History shows that holding former leaders to account pays off—if it’s done in the right way.
BY JONATHAN TEPPERMAN | JANUARY 7, 2021, 9:15 PM
Originally published by Foreign Policy here
For almost as long as Donald Trump has been president, Americans have been debating whether or not he should be prosecuted for the various crimes he may have committed in office. That debate intensified on Saturday, when Trump called Georgia’s secretary of state, Brad Raffensperger, and appeared to threaten him unless he came up with 11,000 more votes for the president. Then came Wednesday’s mass assault on Capitol Hill, which Trump did so much to incite.
Advocates of prosecuting or impeaching Trump make strong arguments, but so do those who think the country should just move on. That makes choosing the right answer difficult—especially because neither side has used much data to make a case. But the evidence is out there. To understand what the history of past attempts to prosecute heads of state can teach us, Jonathan Tepperman, Foreign Policy’s editor-at-large, spoke on Wednesday with Pablo de Greiff, who from 2012 to 2018 served as the first U.N. special rapporteur on the promotion of truth, justice, reparation, and guarantees of non-recurrence. Their conversation has been edited for length and clarity.

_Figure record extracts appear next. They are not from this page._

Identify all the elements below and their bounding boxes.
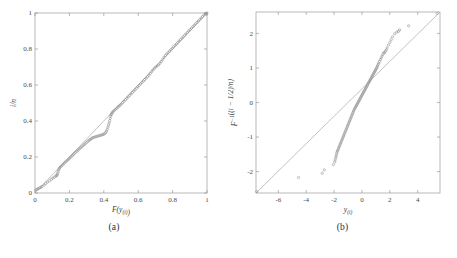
svg-text:4: 4 [416,196,420,204]
svg-text:0.4: 0.4 [99,196,108,204]
svg-text:0: 0 [33,196,37,204]
panel-b-ylabel: F−1((i − 1/2)/n) [228,78,239,127]
panel-b-plot: -6-4-2024-2-1012 y(i)F−1((i − 1/2)/n) [228,0,457,258]
svg-text:0.6: 0.6 [134,196,143,204]
svg-text:1: 1 [250,64,254,72]
panel-b: -6-4-2024-2-1012 y(i)F−1((i − 1/2)/n) (b… [228,0,457,258]
panel-a-caption: (a) [0,222,228,232]
svg-text:1: 1 [29,9,33,17]
svg-text:0.2: 0.2 [23,153,32,161]
svg-text:-2: -2 [247,168,253,176]
svg-text:-2: -2 [331,196,337,204]
svg-text:0.4: 0.4 [23,117,32,125]
svg-text:2: 2 [250,30,254,38]
panel-a-xlabel: F(y(i)) [111,205,131,217]
svg-text:-6: -6 [275,196,281,204]
panel-b-caption: (b) [228,222,457,232]
svg-text:0.2: 0.2 [65,196,74,204]
svg-text:2: 2 [388,196,392,204]
panel-b-reference-line [256,12,440,193]
svg-text:1: 1 [205,196,209,204]
panel-b-xlabel: y(i) [343,205,353,216]
panel-a: 00.20.40.60.8100.20.40.60.81 F(y(i))i/n … [0,0,228,258]
svg-text:0: 0 [29,189,33,197]
panel-a-plot: 00.20.40.60.8100.20.40.60.81 F(y(i))i/n [0,0,228,258]
svg-text:0.6: 0.6 [23,81,32,89]
svg-text:0: 0 [250,99,254,107]
svg-text:-4: -4 [303,196,309,204]
svg-text:0.8: 0.8 [168,196,177,204]
svg-text:0: 0 [360,196,364,204]
figure-container: 00.20.40.60.8100.20.40.60.81 F(y(i))i/n … [0,0,457,258]
svg-text:-1: -1 [247,133,253,141]
panel-b-data-points [256,12,439,193]
svg-text:0.8: 0.8 [23,45,32,53]
panel-a-ylabel: i/n [9,99,18,107]
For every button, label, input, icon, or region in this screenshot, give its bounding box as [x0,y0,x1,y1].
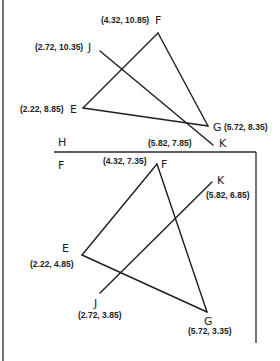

Jonathan Tepperman: The strongest and most basic argument made by advocates for prosecution is that the United States is a country of laws and must do everything it can to demonstrate that no one is above those laws. Opponents of prosecution argue that a trial could turn Trump into a martyr, further energize his base, help raise even more money, and encourage him to run in 2024—so the best thing for the country might be to just turn the page.
What does the historical record tell us about whether or not prosecutions work? And what metrics should we use to judge whether these cases have been good or bad for the countries involved?
Pablo de Greiff: To start with, it makes a huge difference what you would prosecute a former leader for. It’s not an abstract debate about impunity versus prosecution. It should be a precise debate about specific charges and what consequences would follow from prosecuting them.
It’s not an abstract debate about impunity versus prosecution.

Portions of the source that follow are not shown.